Archive for the ‘Journalism’ Category


I’ve been up to my eyeballs in book editing and proofing (not my own, other people’s) this last week. I’m having a wee break today before I edit the final title assigned me, and thereafter commence work on my next Black Library novel (nope, I can’t tell you what it is about). As I’ve not posted any archive material for a few days, here’s three for you from early 2008:

An extensive feature on TV show Ashes to Ashes, the follow-up to genre-crossing Life on Mars. Written as the first series was launched, most of the cast are interviewed here, as is the writer and producer. Check it out.

A review of one of the Sookie Stackhouse books, Definitely Dead.

And finally, a review of the BBC’s update of The Three Billy Goats Gruff, Billy Goat.

 

 

 

 


Ah, a good ranty review of the (almost) execrable AVP: Requiem. Just rereading it makes me mildly irritated. Funnily enough, this one wasn’t screened for the critics, and we had to resort to subterfuge to get a copy to review.

February of 2008 when Death Ray 11 was being written, the magazine wherefrom these pieces are plucked, must have been a splenetic month, for my review of Family Guy: Blue Harvest also seems quite damning. But then there’s New Zealand weresheep comedy Black Sheep, which I enjoyed a little more.

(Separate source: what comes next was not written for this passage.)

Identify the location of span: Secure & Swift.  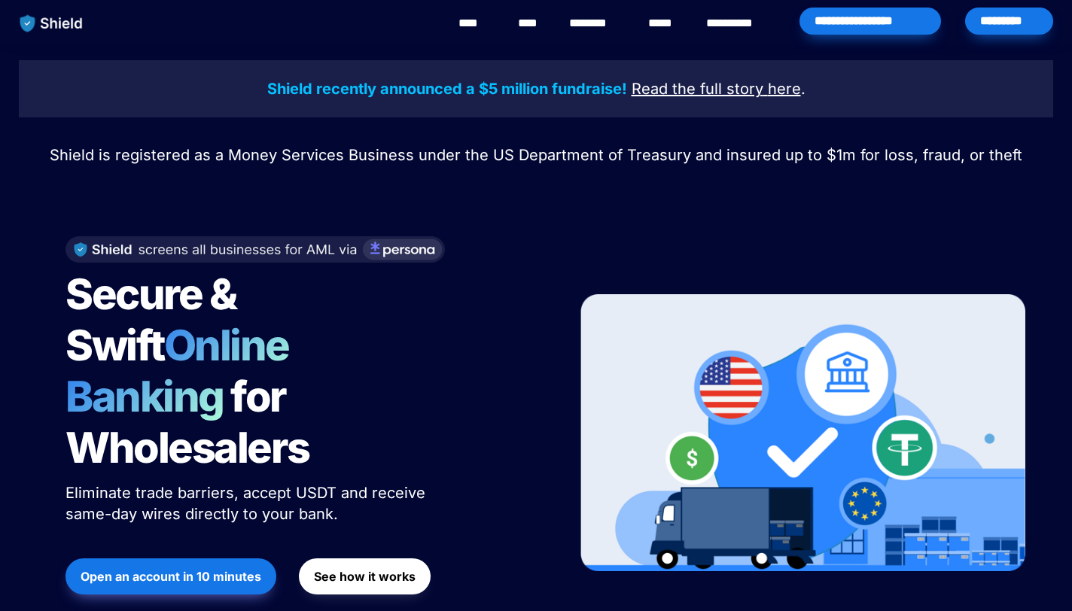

Ah, I remember why! None of us got paid for nearly three months, and our boss was very evasive about exactly why… A story for another time.

Reproduced in this post, for your convenience and the lessening of RSI risk, is the AVP review. Click on the links in the text for the others. (more…)


Today’s archive piece, from the “Time Trap” regular feature of Death Ray 12, sees me take out one of SF TV’s most sacred cows and shoot it in the face with a bolt of critical reason.

I’d been waiting a long time to say what I said here. Lots of people love SG, and so for years I was forced to remain silent (repeatedly demolishing one of the few truly popular SF shows of the time would have alienated a large chunk of the readership). Not lie, you understand, just not scream “Can’t you see how bad it is?” at every opportunity I had. Reviews were one of the rare places I could vent, but these were often given to fans of the show. No one on SFX or Death Ray had much time for it, to be honest.

To save the feelings of these misguided others (not least the SG cast and crew, who were generally very nice people) I tried to be reasonable in this piece, but frankly I thought the entire franchise dreadful television. If I were writing this now for this blog, it would be a lot more ranty, with more swearing. I reckon a large part of its popularity is down to the fact that there was very little SF on telly at the time, or am I being generous?

I like the film though. That counts for something, eh?

Stargate

1997 saw the beginning of what was to become the longest running SF show besides our own Doctor Who. But it was hardly groundbreaking stuff. Just why was Stargate so popular?

1994, and an SF movie called Stargate hit the screens. Meeting with middling reviews, it made a good return, but sank out of the popular consciousness with rapidity.

Stargate was yet another SF concept that drew inspiration from Von Danniken’s Chariots of the Gods, which suggests aliens were behind many of the ancient world’s technologies. A disgraced archaeologist named Daniel Jackson (James Spader), who regards the pyramids as landing platforms for alien spaceships, is recruited by the US government to help in deciphering the writing on a mysterious artefact found in 1928 in Egypt. He succeeds, and activates a wormhole to the alien world of Abydos. Jackson is sent along on a military expedition led by Colonel O’Neil (Kurt Russell) to Abydos, where an offshoot of the ancient Egyptian civilisation lives, and once there they must do battle with a parasitic alien who is worshipped as the sun god Ra. (more…)


Hearken and click! Here’s an interview with Alec Gillis, the man behind the aliens and predator monsters.


From Death Ray 10, an interview with Laurell K Hamilton, author of the Merry Gentry and Anita Blake books.


That got your attention, no? And well it should. Some of my favourite interviews I’ve conducted have been with people who are not primarily connected with SF (probably because it made a change from chatting to actors). This one from 2007 with Nick Pope, the ex-MoD man who used to investigate UFOs for the UK government, was really fascinating.

Yeah, it’s an archive post, but it’s a good one. Promise.


A couple more for you. At this rate, my war with my Death Ray back issues will be over by Christmas.

So, here we have an interview with one of my favourite artists, Paul Bonner, and a review of his art collection book, Out of the Forests…


…because I have a lot to do. How fitting that it is this interview from Death Ray 10 with the one and only Adrian Paul, star of the TV version of Highlander.


A favourable review of Baneblade from the Warseer forums.

Baneblade (Guy Haley).


Some how-to artbooks and that.

From Death Ray 09, a two fantasy artbooks. One of these is by Gary Spence Millidge, no less.

From Death Ray 10, Incredible Comics with Tom Nguyen.